Description
Certainly, religious strains were evident through postwar popular culture from the 1950s Beat generation into the 1960s drug counterculture, but the explosion of nontraditional religions during the early 1970s was unprecedented. This phenomenon took place in the United States (and at the edges of American-influenced Canadian society) among young people who had been committed to bringing about what they called "the revolution" but were converting to a wide variety of Eastern and Western mystical and spiritual movements.
Stephen Kent maintains that the failure of political activism led former radicals to become involved with groups such as the Hare Krishnas, Scientology, Sun Myung Moon's Unification Church, the Jesus movement, and the Children of God. Drawing on scholarly literature, alternative press reportage, and personal narratives, Kent shows how numerous activists turned from psychedelia and political activism to guru worship and spiritual quest as a response to the failures of social protest and as a new means of achieving societal change.Author: Stephen Kent
Publisher: Syracuse University Press
Published: 10/01/2001
Pages: 268
Binding Type: Paperback
Weight: 0.83lbs
Size: 8.94h x 6.06w x 0.63d
ISBN13: 9780815629481
ISBN10: 0815629486
BISAC Categories:
- History | Social History
- Social Science | Popular Culture
- Religion | Cults
About the Author
Stephen A. Kent is professor in the Department of Sociology, University of Alberta, Canada. He has published articles in numerous journals including Journal of Religious History and British Journal of Sociology.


• [What you will do]
Each line of the data below goes into the copy exactly; pictures do not.
● ● ● ● ●
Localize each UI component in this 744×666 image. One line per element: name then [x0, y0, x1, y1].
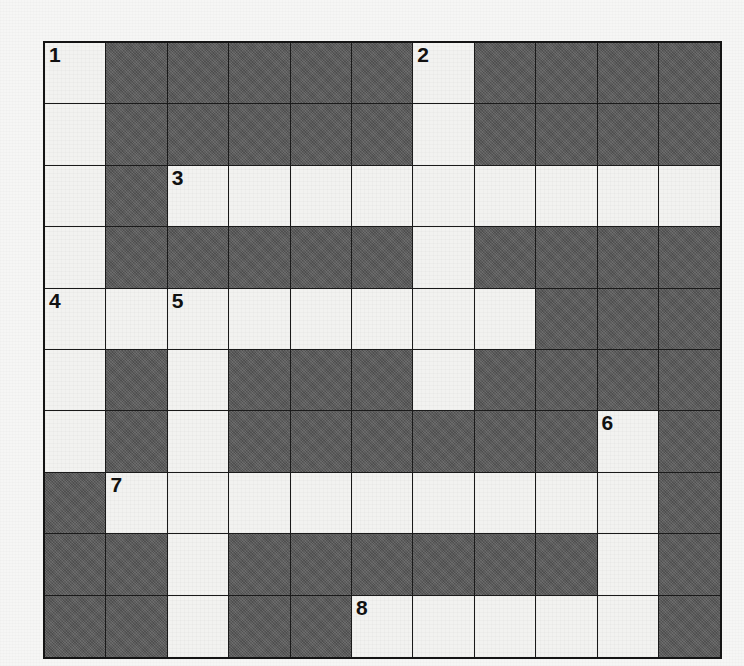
- grid-block-cell-6-10: [659, 411, 720, 472]
- grid-block-cell-3-7: [475, 227, 536, 288]
- grid-block-cell-3-2: [168, 227, 229, 288]
- grid-block-cell-6-4: [291, 411, 352, 472]
- grid-block-cell-6-5: [352, 411, 413, 472]
- grid-open-cell-7-1[interactable]: 7: [106, 473, 167, 534]
- grid-block-cell-0-8: [536, 43, 597, 104]
- grid-block-cell-8-7: [475, 534, 536, 595]
- grid-open-cell-4-1[interactable]: [106, 289, 167, 350]
- grid-block-cell-0-5: [352, 43, 413, 104]
- grid-open-cell-7-5[interactable]: [352, 473, 413, 534]
- grid-block-cell-6-7: [475, 411, 536, 472]
- crossword-grid[interactable]: 12345678: [43, 41, 722, 659]
- grid-open-cell-1-6[interactable]: [413, 104, 474, 165]
- clue-number-7: 7: [110, 473, 121, 497]
- grid-block-cell-7-10: [659, 473, 720, 534]
- grid-open-cell-7-2[interactable]: [168, 473, 229, 534]
- grid-open-cell-7-6[interactable]: [413, 473, 474, 534]
- grid-open-cell-3-6[interactable]: [413, 227, 474, 288]
- grid-block-cell-3-5: [352, 227, 413, 288]
- grid-open-cell-2-5[interactable]: [352, 166, 413, 227]
- grid-block-cell-1-8: [536, 104, 597, 165]
- grid-block-cell-0-9: [598, 43, 659, 104]
- grid-block-cell-5-8: [536, 350, 597, 411]
- grid-open-cell-9-2[interactable]: [168, 596, 229, 657]
- grid-block-cell-5-7: [475, 350, 536, 411]
- grid-open-cell-2-10[interactable]: [659, 166, 720, 227]
- grid-open-cell-6-9[interactable]: 6: [598, 411, 659, 472]
- grid-block-cell-8-10: [659, 534, 720, 595]
- grid-open-cell-7-7[interactable]: [475, 473, 536, 534]
- grid-open-cell-9-5[interactable]: 8: [352, 596, 413, 657]
- grid-block-cell-0-2: [168, 43, 229, 104]
- clue-number-6: 6: [602, 411, 613, 435]
- grid-block-cell-8-0: [45, 534, 106, 595]
- grid-block-cell-8-6: [413, 534, 474, 595]
- grid-block-cell-0-3: [229, 43, 290, 104]
- grid-open-cell-8-9[interactable]: [598, 534, 659, 595]
- grid-block-cell-5-4: [291, 350, 352, 411]
- grid-open-cell-8-2[interactable]: [168, 534, 229, 595]
- grid-block-cell-8-4: [291, 534, 352, 595]
- grid-block-cell-1-1: [106, 104, 167, 165]
- grid-block-cell-3-4: [291, 227, 352, 288]
- grid-block-cell-5-1: [106, 350, 167, 411]
- grid-open-cell-1-0[interactable]: [45, 104, 106, 165]
- grid-open-cell-7-9[interactable]: [598, 473, 659, 534]
- grid-open-cell-5-0[interactable]: [45, 350, 106, 411]
- grid-block-cell-3-8: [536, 227, 597, 288]
- grid-open-cell-2-7[interactable]: [475, 166, 536, 227]
- grid-open-cell-4-3[interactable]: [229, 289, 290, 350]
- grid-block-cell-3-3: [229, 227, 290, 288]
- grid-block-cell-9-10: [659, 596, 720, 657]
- grid-block-cell-1-3: [229, 104, 290, 165]
- grid-open-cell-2-3[interactable]: [229, 166, 290, 227]
- grid-open-cell-9-8[interactable]: [536, 596, 597, 657]
- grid-block-cell-7-0: [45, 473, 106, 534]
- grid-block-cell-5-3: [229, 350, 290, 411]
- grid-open-cell-7-3[interactable]: [229, 473, 290, 534]
- grid-block-cell-3-1: [106, 227, 167, 288]
- grid-open-cell-5-6[interactable]: [413, 350, 474, 411]
- grid-open-cell-4-2[interactable]: 5: [168, 289, 229, 350]
- grid-open-cell-2-9[interactable]: [598, 166, 659, 227]
- grid-open-cell-4-7[interactable]: [475, 289, 536, 350]
- grid-open-cell-2-6[interactable]: [413, 166, 474, 227]
- grid-block-cell-0-10: [659, 43, 720, 104]
- grid-open-cell-4-0[interactable]: 4: [45, 289, 106, 350]
- clue-number-5: 5: [172, 289, 183, 313]
- grid-block-cell-0-4: [291, 43, 352, 104]
- grid-open-cell-9-9[interactable]: [598, 596, 659, 657]
- grid-open-cell-6-0[interactable]: [45, 411, 106, 472]
- grid-open-cell-5-2[interactable]: [168, 350, 229, 411]
- grid-open-cell-7-8[interactable]: [536, 473, 597, 534]
- grid-block-cell-4-10: [659, 289, 720, 350]
- grid-open-cell-7-4[interactable]: [291, 473, 352, 534]
- grid-open-cell-2-4[interactable]: [291, 166, 352, 227]
- grid-block-cell-0-1: [106, 43, 167, 104]
- grid-block-cell-5-5: [352, 350, 413, 411]
- grid-open-cell-4-6[interactable]: [413, 289, 474, 350]
- grid-block-cell-4-9: [598, 289, 659, 350]
- grid-block-cell-3-9: [598, 227, 659, 288]
- grid-block-cell-8-5: [352, 534, 413, 595]
- grid-open-cell-0-0[interactable]: 1: [45, 43, 106, 104]
- grid-block-cell-5-9: [598, 350, 659, 411]
- grid-open-cell-3-0[interactable]: [45, 227, 106, 288]
- grid-open-cell-2-8[interactable]: [536, 166, 597, 227]
- grid-block-cell-6-1: [106, 411, 167, 472]
- grid-block-cell-0-7: [475, 43, 536, 104]
- grid-open-cell-9-6[interactable]: [413, 596, 474, 657]
- grid-open-cell-9-7[interactable]: [475, 596, 536, 657]
- grid-open-cell-2-2[interactable]: 3: [168, 166, 229, 227]
- clue-number-3: 3: [172, 166, 183, 190]
- grid-open-cell-4-4[interactable]: [291, 289, 352, 350]
- grid-open-cell-4-5[interactable]: [352, 289, 413, 350]
- grid-open-cell-6-2[interactable]: [168, 411, 229, 472]
- grid-open-cell-2-0[interactable]: [45, 166, 106, 227]
- grid-block-cell-6-8: [536, 411, 597, 472]
- grid-open-cell-0-6[interactable]: 2: [413, 43, 474, 104]
- grid-block-cell-3-10: [659, 227, 720, 288]
- grid-block-cell-8-3: [229, 534, 290, 595]
- clue-number-8: 8: [356, 596, 367, 620]
- grid-block-cell-8-8: [536, 534, 597, 595]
● ● ● ● ●
• [Solution to the exercise]
Localize each UI component in this 744×666 image. One line per element: name then [x0, y0, x1, y1].
- grid-block-cell-6-10: [659, 411, 720, 472]
- grid-block-cell-3-7: [475, 227, 536, 288]
- grid-block-cell-3-2: [168, 227, 229, 288]
- grid-block-cell-6-4: [291, 411, 352, 472]
- grid-block-cell-6-5: [352, 411, 413, 472]
- grid-open-cell-7-1[interactable]: 7: [106, 473, 167, 534]
- grid-block-cell-0-8: [536, 43, 597, 104]
- grid-block-cell-8-7: [475, 534, 536, 595]
- grid-open-cell-4-1[interactable]: [106, 289, 167, 350]
- grid-block-cell-0-5: [352, 43, 413, 104]
- grid-open-cell-7-5[interactable]: [352, 473, 413, 534]
- grid-block-cell-6-7: [475, 411, 536, 472]
- crossword-grid[interactable]: 12345678: [43, 41, 722, 659]
- grid-open-cell-1-6[interactable]: [413, 104, 474, 165]
- clue-number-7: 7: [110, 473, 121, 497]
- grid-block-cell-7-10: [659, 473, 720, 534]
- grid-open-cell-7-2[interactable]: [168, 473, 229, 534]
- grid-open-cell-7-6[interactable]: [413, 473, 474, 534]
- grid-open-cell-3-6[interactable]: [413, 227, 474, 288]
- grid-block-cell-3-5: [352, 227, 413, 288]
- grid-open-cell-2-5[interactable]: [352, 166, 413, 227]
- grid-block-cell-1-8: [536, 104, 597, 165]
- grid-block-cell-0-9: [598, 43, 659, 104]
- grid-block-cell-5-8: [536, 350, 597, 411]
- grid-open-cell-9-2[interactable]: [168, 596, 229, 657]
- grid-block-cell-5-7: [475, 350, 536, 411]
- grid-open-cell-2-10[interactable]: [659, 166, 720, 227]
- grid-open-cell-6-9[interactable]: 6: [598, 411, 659, 472]
- grid-block-cell-8-10: [659, 534, 720, 595]
- grid-open-cell-7-7[interactable]: [475, 473, 536, 534]
- grid-open-cell-9-5[interactable]: 8: [352, 596, 413, 657]
- grid-block-cell-0-2: [168, 43, 229, 104]
- clue-number-6: 6: [602, 411, 613, 435]
- grid-block-cell-8-0: [45, 534, 106, 595]
- grid-block-cell-8-6: [413, 534, 474, 595]
- grid-block-cell-0-3: [229, 43, 290, 104]
- grid-open-cell-8-9[interactable]: [598, 534, 659, 595]
- grid-block-cell-5-4: [291, 350, 352, 411]
- grid-open-cell-8-2[interactable]: [168, 534, 229, 595]
- grid-block-cell-8-4: [291, 534, 352, 595]
- grid-block-cell-1-1: [106, 104, 167, 165]
- grid-block-cell-3-4: [291, 227, 352, 288]
- grid-block-cell-5-1: [106, 350, 167, 411]
- grid-open-cell-1-0[interactable]: [45, 104, 106, 165]
- grid-open-cell-7-9[interactable]: [598, 473, 659, 534]
- grid-open-cell-5-0[interactable]: [45, 350, 106, 411]
- grid-block-cell-3-8: [536, 227, 597, 288]
- grid-open-cell-2-7[interactable]: [475, 166, 536, 227]
- grid-open-cell-4-3[interactable]: [229, 289, 290, 350]
- grid-block-cell-3-3: [229, 227, 290, 288]
- grid-block-cell-9-10: [659, 596, 720, 657]
- grid-block-cell-1-3: [229, 104, 290, 165]
- grid-open-cell-2-3[interactable]: [229, 166, 290, 227]
- grid-open-cell-9-8[interactable]: [536, 596, 597, 657]
- grid-block-cell-7-0: [45, 473, 106, 534]
- grid-block-cell-5-3: [229, 350, 290, 411]
- grid-open-cell-7-3[interactable]: [229, 473, 290, 534]
- grid-block-cell-3-1: [106, 227, 167, 288]
- grid-open-cell-5-6[interactable]: [413, 350, 474, 411]
- grid-open-cell-4-2[interactable]: 5: [168, 289, 229, 350]
- grid-open-cell-2-9[interactable]: [598, 166, 659, 227]
- grid-open-cell-4-7[interactable]: [475, 289, 536, 350]
- grid-open-cell-2-6[interactable]: [413, 166, 474, 227]
- grid-block-cell-0-10: [659, 43, 720, 104]
- grid-open-cell-4-0[interactable]: 4: [45, 289, 106, 350]
- clue-number-5: 5: [172, 289, 183, 313]
- grid-block-cell-0-4: [291, 43, 352, 104]
- grid-open-cell-9-9[interactable]: [598, 596, 659, 657]
- grid-open-cell-6-0[interactable]: [45, 411, 106, 472]
- grid-open-cell-5-2[interactable]: [168, 350, 229, 411]
- grid-open-cell-7-8[interactable]: [536, 473, 597, 534]
- grid-block-cell-4-10: [659, 289, 720, 350]
- grid-open-cell-7-4[interactable]: [291, 473, 352, 534]
- grid-open-cell-2-4[interactable]: [291, 166, 352, 227]
- grid-block-cell-0-1: [106, 43, 167, 104]
- grid-block-cell-5-5: [352, 350, 413, 411]
- grid-open-cell-4-6[interactable]: [413, 289, 474, 350]
- grid-block-cell-4-9: [598, 289, 659, 350]
- grid-block-cell-3-9: [598, 227, 659, 288]
- grid-block-cell-8-5: [352, 534, 413, 595]
- grid-open-cell-0-0[interactable]: 1: [45, 43, 106, 104]
- grid-block-cell-5-9: [598, 350, 659, 411]
- grid-open-cell-3-0[interactable]: [45, 227, 106, 288]
- grid-open-cell-2-8[interactable]: [536, 166, 597, 227]
- grid-block-cell-6-1: [106, 411, 167, 472]
- grid-block-cell-0-7: [475, 43, 536, 104]
- grid-open-cell-9-6[interactable]: [413, 596, 474, 657]
- grid-open-cell-9-7[interactable]: [475, 596, 536, 657]
- grid-open-cell-2-2[interactable]: 3: [168, 166, 229, 227]
- clue-number-3: 3: [172, 166, 183, 190]
- grid-open-cell-4-4[interactable]: [291, 289, 352, 350]
- grid-open-cell-4-5[interactable]: [352, 289, 413, 350]
- grid-open-cell-6-2[interactable]: [168, 411, 229, 472]
- grid-open-cell-2-0[interactable]: [45, 166, 106, 227]
- grid-block-cell-6-8: [536, 411, 597, 472]
- grid-open-cell-0-6[interactable]: 2: [413, 43, 474, 104]
- grid-block-cell-3-10: [659, 227, 720, 288]
- grid-block-cell-8-3: [229, 534, 290, 595]
- clue-number-8: 8: [356, 596, 367, 620]
- grid-block-cell-8-8: [536, 534, 597, 595]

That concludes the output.